Page 14: The Story of Russia: Before and After WWI

Trotsky and Stalin

6. Contrast the views of Leon Trotsky and Joseph Stalin.– Trotsky believed that for socialism to succeed, revolution should take

place all over the world– Stalin believed that for socialism to succeed, the Soviet Union needed

to serve as a modela. Who ended up taking control of the Soviet Union, and why?

– Stalin won an internal power struggle, took over in 1928 (Lenin had died in 1924)

b. What happened to the other guy?– Trotsky was exiled, later murdered in Mexico on Stalin’s orders

Page 15: The Story of Russia: Before and After WWI

Under Stalin7. Did Stalin increase or decrease government control over the economy? Why?– Increased (he thought economy was not

growing quick enough, peasants weren’t charging gov’t-recommended low prices on wheat)
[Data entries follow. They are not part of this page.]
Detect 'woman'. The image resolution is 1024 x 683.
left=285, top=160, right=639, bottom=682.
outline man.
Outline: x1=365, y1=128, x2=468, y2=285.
– Created a command economy, in which government controlled all economic decisions

Page 16: The Story of Russia: Before and After WWI

Under Stalin8. What was Stalin’s Five-Year Plan, and how did it affect Soviet

life?– Plan for economic growth and industry; collective farming

would produce enough food for Soviets plus enough to export, which would pay for modern machinery, which would grow industry

– Government forced collective farms (execution, exile, prison were possible alternatives)
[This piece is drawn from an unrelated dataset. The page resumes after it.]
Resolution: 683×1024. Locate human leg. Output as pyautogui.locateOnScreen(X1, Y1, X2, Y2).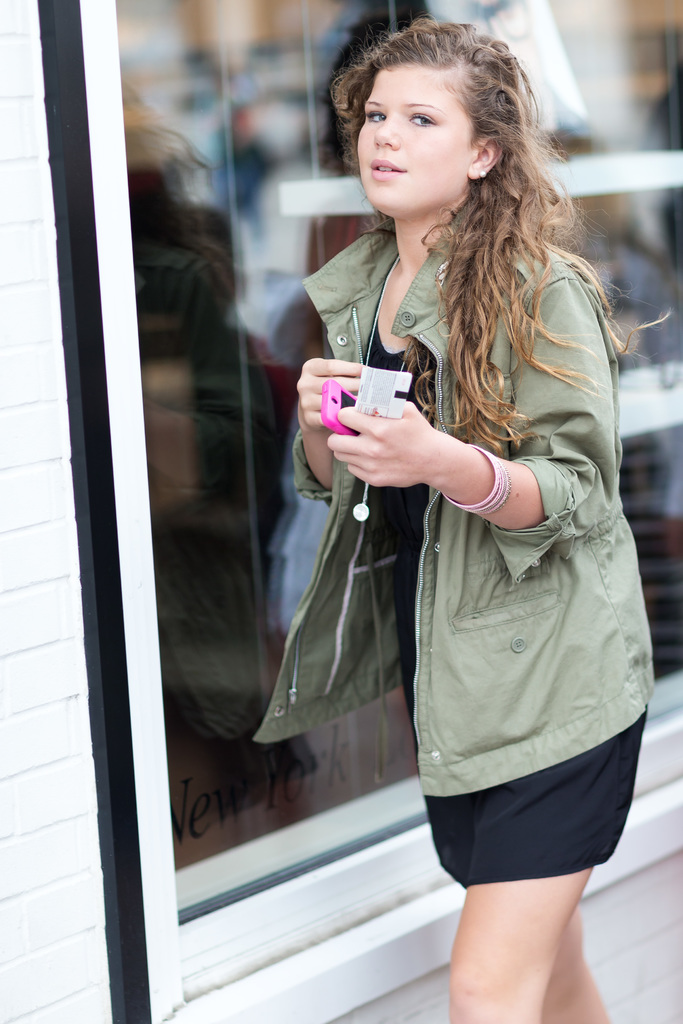
pyautogui.locateOnScreen(442, 590, 647, 1023).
– Decreased agricultural production; millions died of famine and crop failure

– However, economy grew overall (especially steel production)– Second five-year plan gave more gov’t control, more focus

on industry, less on goods for people (not rewarded for good economy)
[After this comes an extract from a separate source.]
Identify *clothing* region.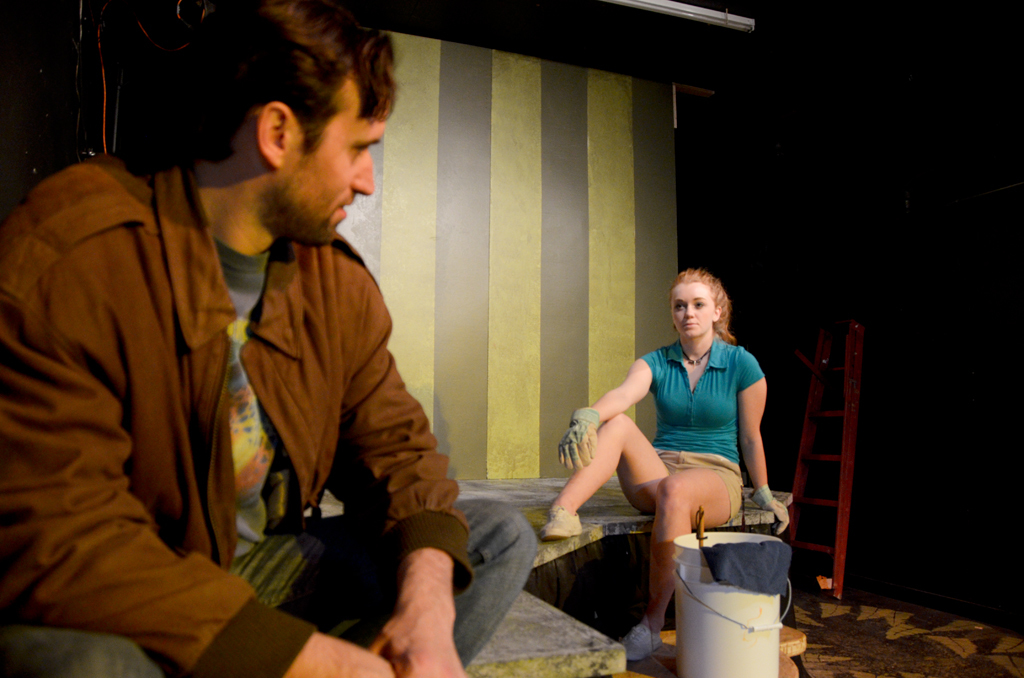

Page 17: The Story of Russia: Before and After WWI

Religion and Art

9. How did religion and art in the Soviet Union change during Stalin’s rule?– Soviets discouraged worship, seized property of Orthodox

Church– Churches and synagogues destroyed or converted to public

buildings– Ministers, priests, rabbis imprisoned, executed– Artists, musicians, writers were censored… ordered to

produce works of “socialist realism” to prove loyalty to state

Page 18: The Story of Russia: Before and After WWI

Dealing with the Opposition10. How did Stalin react when an important

Communist Party official was assassinated in 1934?– He ordered purge of party members who were

supposedly disloyal to him– This spread to army, and then ordinary people

Page 19: The Story of Russia: Before and After WWI

What does the world think of Stalin?

Page 20: The Story of Russia: Before and After WWI

Dealing with the Opposition11. How many people were arrested, imported, imprisoned in labor

camps or executed by 1939?– 5 million– "The investigators began to use force on me, a sick 65-year-old

man. I was made to lie face down and beaten on the soles of my feet and my spine with a rubber strap... For the next few days, when those parts of my legs were covered with extensive internal hemorrhaging, they again beat the red-blue-and-yellow bruises with the strap and the pain was so intense that it felt as if boiling water was being poured on these sensitive areas. I howled and wept from the pain. I incriminated myself in the hope that by telling them lies I could end the ordeal. When I lay down on the cot and fell asleep, after 18 hours of interrogation, in order to go back in an hour's time for more, I was woken up by my own groaning and because I was jerking about like a patient in the last stages of typhoid fever." – a theatre director accused of “spying”

Page 21: The Story of Russia: Before and After WWI

Foreign Policy and Gulags

12. How did the Soviet Union’s foreign policy change during the 1920s and 1930s?– They tried to get other countries to accept them– However, they also supported Comintern, which was founded to

spread revolutions throughout the world13. What were gulags, and why were people sent there?

– Labor camps, many in Siberia, for those who spoke out against Stalin’s rule

– Had to work in mines, on building projects, many died, others executed

Page 22: The Story of Russia: Before and After WWI

Answers please!Essential Questions

• What are the foundations of economic theories?

• Why do nations adopt different economic policies?

• How do individuals gain and maintain power?